Output details
35 - Music, Drama, Dance and Performing Arts
Guildhall School of Music & Drama
"Lads in their Hundreds"
The research imperative prompting the creation of "Lads in their Hundreds" was based on the question of whether a single, large-scale coherent artistic entity could be formed from a disparate range of discrete and brief art works originally conceived as independent entities. The medium for this investigation was a staged group of songs linked only by their subject matter: war.
Several research processes were employed to test the theory that a form of coherence could indeed be achieved. These ranged in scale from the local, to the dimension of the entire work. Examples of the former included the careful organization of tonal relationships between songs – requiring the transposition of some – and the selection of cognate pieces that revealed textual links forming a temporary narrative spanning a range of songs. On a somewhat larger scale it was discovered that certain text-based themes emerged that drew together a number of songs into a group analogous to a structural section within a sonata form movement. At the largest scale, that of the entire work, thematic repetition was employed to bring a further sense of unity and return.

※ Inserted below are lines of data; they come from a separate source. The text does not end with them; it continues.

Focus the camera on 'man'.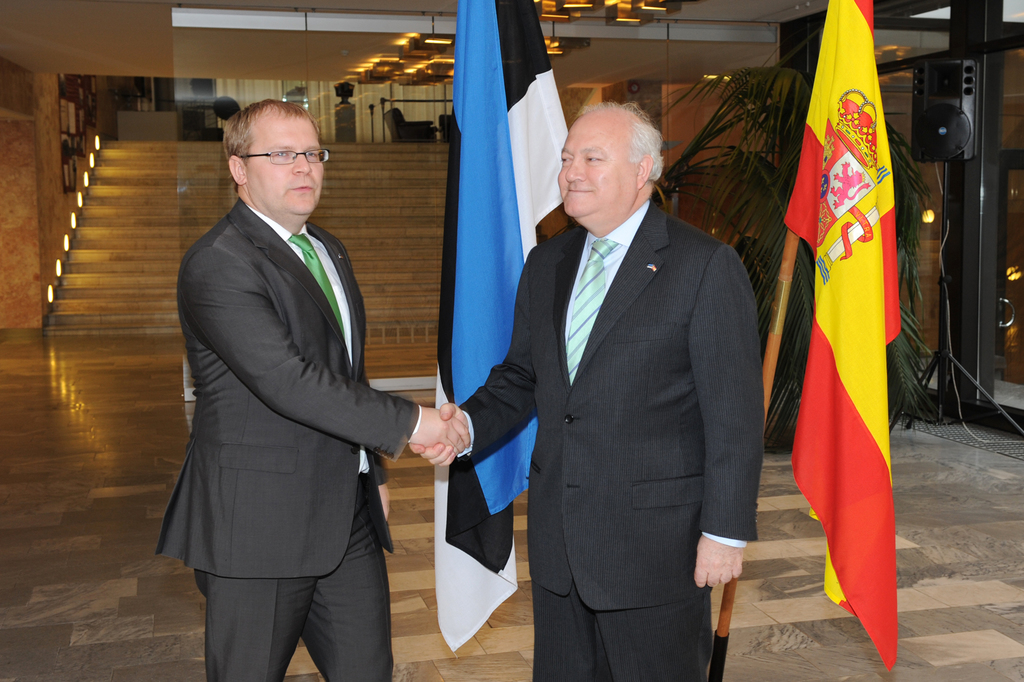
Focus region: (x1=157, y1=61, x2=436, y2=679).
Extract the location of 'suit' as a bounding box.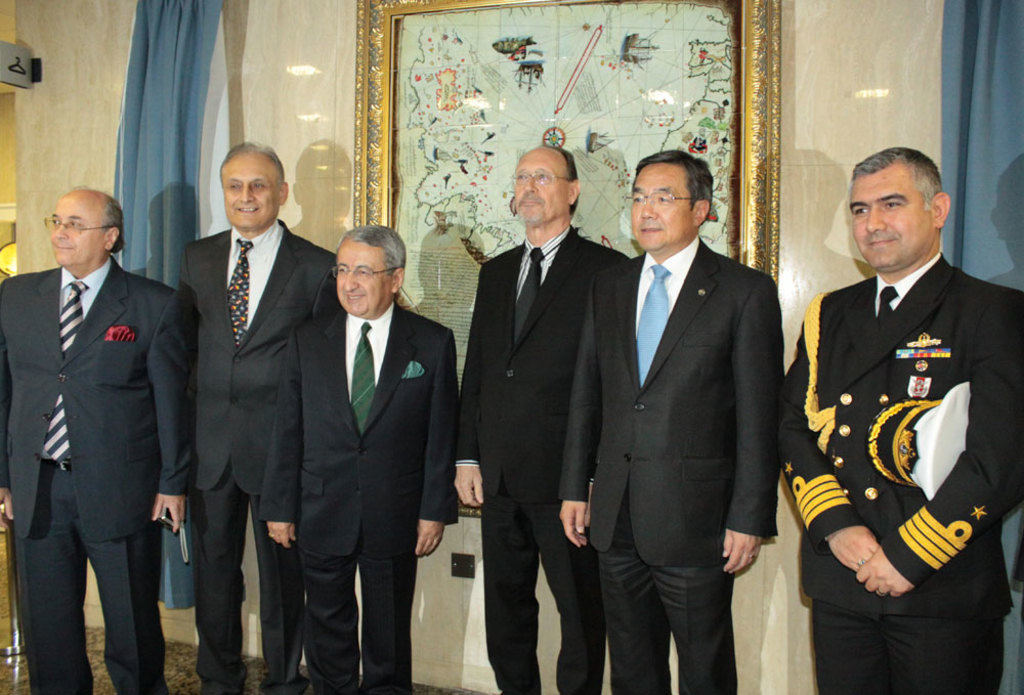
pyautogui.locateOnScreen(16, 186, 177, 689).
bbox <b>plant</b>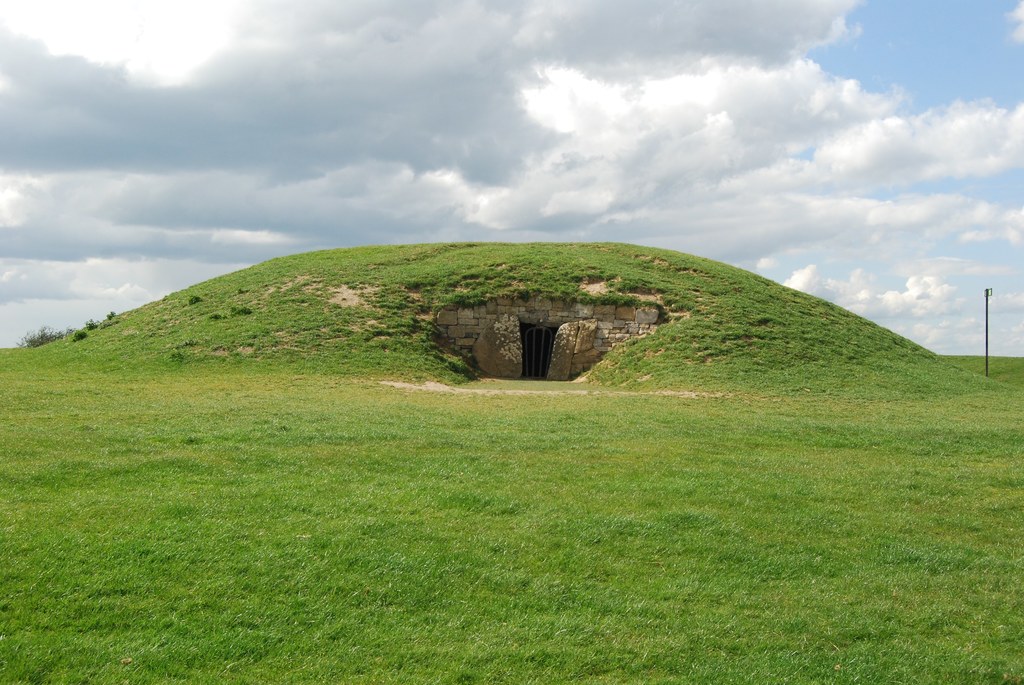
(19,323,72,349)
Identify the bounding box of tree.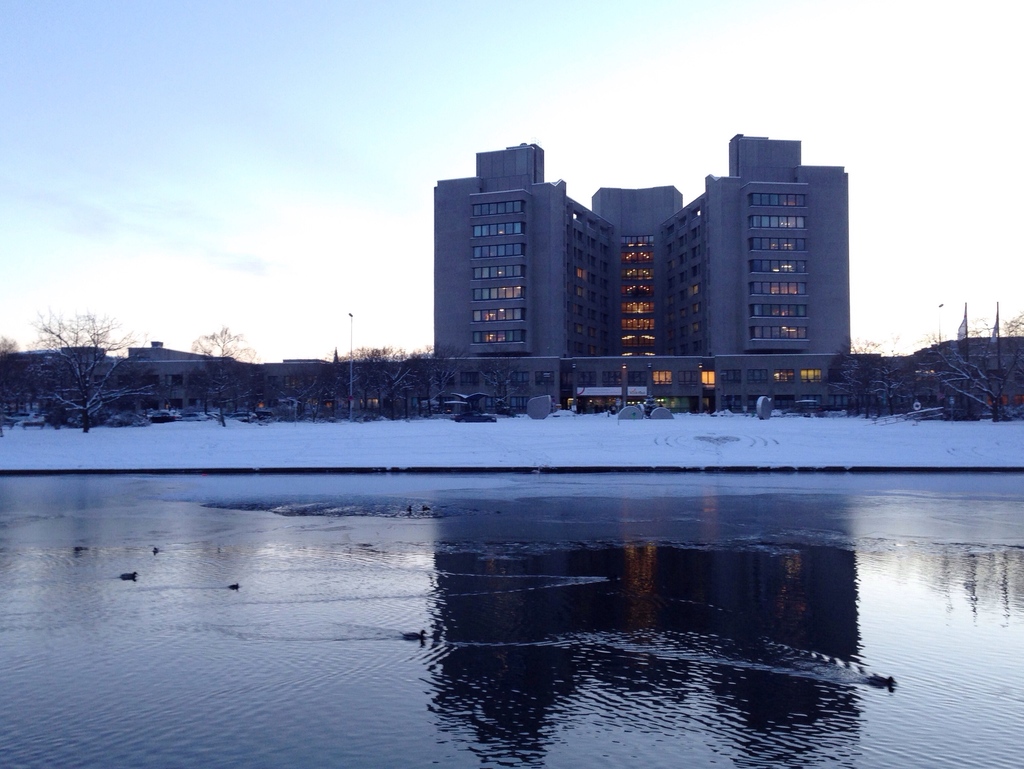
(284,361,339,422).
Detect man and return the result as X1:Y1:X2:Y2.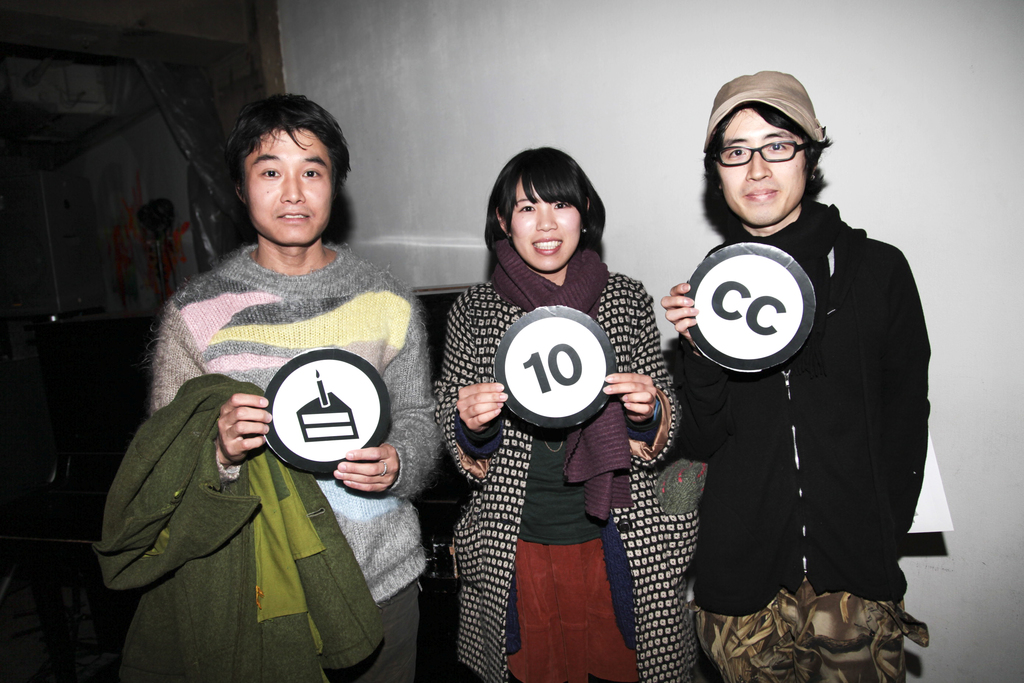
659:112:934:667.
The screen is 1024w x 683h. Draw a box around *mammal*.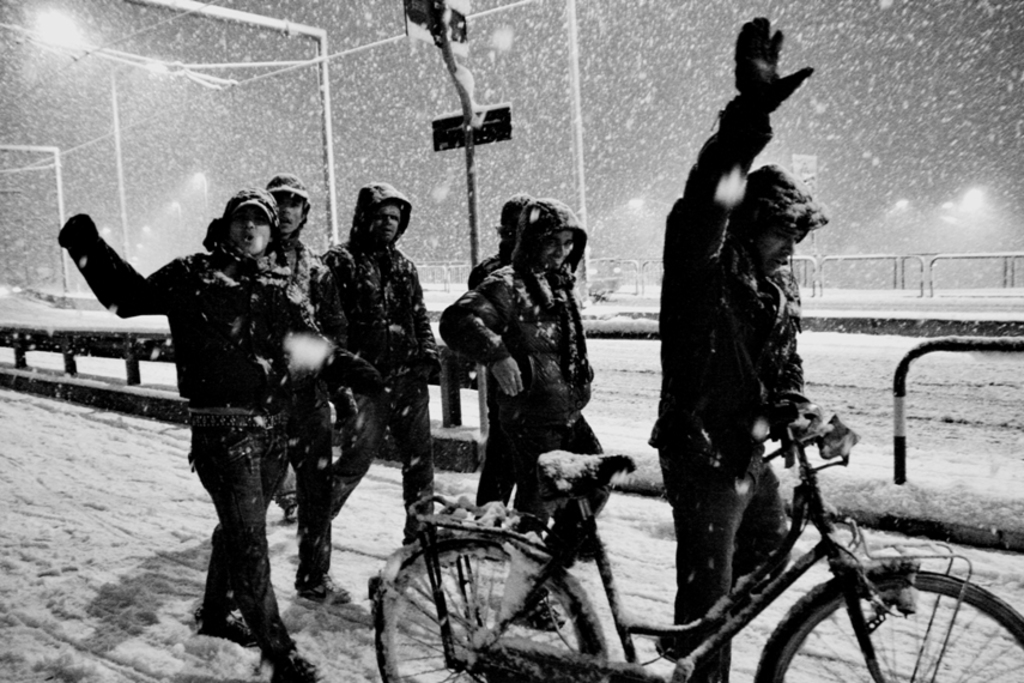
bbox(56, 182, 327, 682).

The processes described so far suggest that the researcher considered that coherence can be achieved only through emphasizing unifying features and common threads of thought. This is not the case, for just as in a visual collage, the deliberate juxtaposition of conflicting ideas and practices can create forward momentum – and thus continuity – from an internal dissonant dialogue rather than a smooth procession of linked ideas and images. "Lads in their Hundreds" exploits this opportunity, sometimes using technical means such as unrelated keys, and sometimes by deploying dramatic visual contrasts using lighting, costume and movement.